Helen Keller
Helen Keller
Helen Adams Kellerwas an American author, political activist, and lecturer. She was the first deaf-blind person to earn a bachelor of arts degree. The story of how Keller's teacher, Anne Sullivan, broke through the isolation imposed by a near complete lack of language, allowing the girl to blossom as she learned to communicate, has become widely known through the dramatic depictions of the play and film The Miracle Worker. Her birthplace in West Tuscumbia, Alabama, is now a museum and...
NationalityAmerican
ProfessionActivist
Date of Birth27 June 1880
CityTuscumbia, AL
CountryUnited States of America
Character cannot be developed in ease and quiet. Only through experience of trial and suffering can the soul be strengthened, ambition inspired, and success achieved.
The only thing worse than being blind is having sight but no vision.
Better to be blind and see with your heart, than to have two good eyes and see nothing.
I am only one, but still I am one. I cannot do everything, but still I can do something; and because I cannot do everything, I will not refuse to do something that I can do.
I can say with conviction that the struggle which evil necessitates is one of the greatest blessings. It makes us strong, patient, helpful men and women. It lets us into the soul of things and teaches us that although the world is full of suffering, it is full also of the overcomings of it. My optimism, then, does not rest on the absence of evil, but on a glad belief in the preponderance of good and a willing effort always to cooperate with the good, that it may prevail.
The best and most beautiful things in the world cannot be seen or even touched. They must be felt with the heart.
The best and most beautiful things in the world cannot be seen or even touched - they must be felt with the heart.
The best and most beautiful things in the world cannot be seen, nor touched ... but are felt in the heart.
Once I knew only darkness and stillness...my life was without past or future...but a little word from the fingers of another fell into my hand that clutched at emptiness, and my heart leaped to the rapture of living.
No loss by flood and lightening, no destruction of cities and temples by the hostile forces of nature, has deprived man of so many noble lives and impulses as those which his intolerance has destroyed
As selfishness and complaint pervert and cloud the mind, so love with its joy clears and sharpens the vision
The world is so full of care and sorrow that it is a gracious debt we owe to one another to discover the bright crystals of delight hidden in somber circumstances and irksome tasks
The world is moved not only by the mighty shoves of the heroes, but also by theaggregate of the tiny pushes of each honest worker.
Avoiding danger is no safer in the long run than outright exposure. The fearful are caught as often as the bold.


◆ **TASK BRIEF**: Repeat the data exactly, leaving out any image.

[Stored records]
○ ○ ○ ○
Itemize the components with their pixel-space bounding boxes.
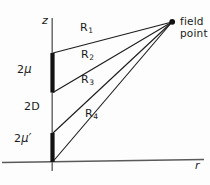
lower-segment-symbol: μ′ (21, 131, 31, 145)
ray-R3-base: R (81, 73, 89, 86)
diagram-canvas (0, 0, 210, 185)
ray-R3-label: R3 (81, 74, 94, 87)
ray-R1-base: R (80, 21, 88, 34)
gap-dimension-label: 2D (24, 101, 40, 113)
ray-R2-base: R (81, 48, 89, 61)
ray-R1-subscript: 1 (88, 26, 93, 35)
ray-R3-subscript: 3 (89, 78, 94, 87)
upper-segment-label: 2μ (17, 63, 32, 76)
z-axis-label: z (42, 15, 48, 27)
field-point-label-line2: point (180, 27, 208, 39)
ray-R4-subscript: 4 (93, 112, 98, 121)
ray-R2-subscript: 2 (89, 53, 94, 62)
lower-segment-label: 2μ′ (14, 132, 32, 145)
physics-diagram-figure: z r R1 R2 R3 R4 2μ 2D 2μ′ fieldpoint (0, 0, 210, 185)
ray-R4-base: R (85, 107, 93, 120)
ray-R4-label: R4 (85, 108, 98, 121)
r-axis-line (2, 160, 204, 163)
field-point-label: fieldpoint (180, 15, 208, 40)
field-point-marker (169, 19, 175, 25)
ray-R2-line (53, 22, 172, 93)
r-axis-label: r (195, 160, 200, 172)
ray-R1-label: R1 (80, 22, 93, 35)
ray-R3-line (53, 22, 172, 133)
ray-R4-line (53, 22, 172, 162)
ray-R1-line (53, 22, 172, 53)
field-point-label-line1: field (180, 15, 208, 27)
upper-segment-symbol: μ (24, 62, 32, 76)
ray-R2-label: R2 (81, 49, 94, 62)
○ ○ ○ ○
◆ **PROBLEM SOLUTION**:
Itemize the components with their pixel-space bounding boxes.
lower-segment-symbol: μ′ (21, 131, 31, 145)
ray-R3-base: R (81, 73, 89, 86)
diagram-canvas (0, 0, 210, 185)
ray-R3-label: R3 (81, 74, 94, 87)
ray-R1-base: R (80, 21, 88, 34)
gap-dimension-label: 2D (24, 101, 40, 113)
ray-R2-base: R (81, 48, 89, 61)
ray-R1-subscript: 1 (88, 26, 93, 35)
ray-R3-subscript: 3 (89, 78, 94, 87)
upper-segment-label: 2μ (17, 63, 32, 76)
z-axis-label: z (42, 15, 48, 27)
field-point-label-line2: point (180, 27, 208, 39)
ray-R4-subscript: 4 (93, 112, 98, 121)
ray-R2-subscript: 2 (89, 53, 94, 62)
lower-segment-label: 2μ′ (14, 132, 32, 145)
physics-diagram-figure: z r R1 R2 R3 R4 2μ 2D 2μ′ fieldpoint (0, 0, 210, 185)
ray-R4-base: R (85, 107, 93, 120)
ray-R4-label: R4 (85, 108, 98, 121)
r-axis-line (2, 160, 204, 163)
field-point-label: fieldpoint (180, 15, 208, 40)
field-point-marker (169, 19, 175, 25)
ray-R2-line (53, 22, 172, 93)
r-axis-label: r (195, 160, 200, 172)
ray-R1-label: R1 (80, 22, 93, 35)
ray-R3-line (53, 22, 172, 133)
ray-R4-line (53, 22, 172, 162)
ray-R1-line (53, 22, 172, 53)
field-point-label-line1: field (180, 15, 208, 27)
upper-segment-symbol: μ (24, 62, 32, 76)
ray-R2-label: R2 (81, 49, 94, 62)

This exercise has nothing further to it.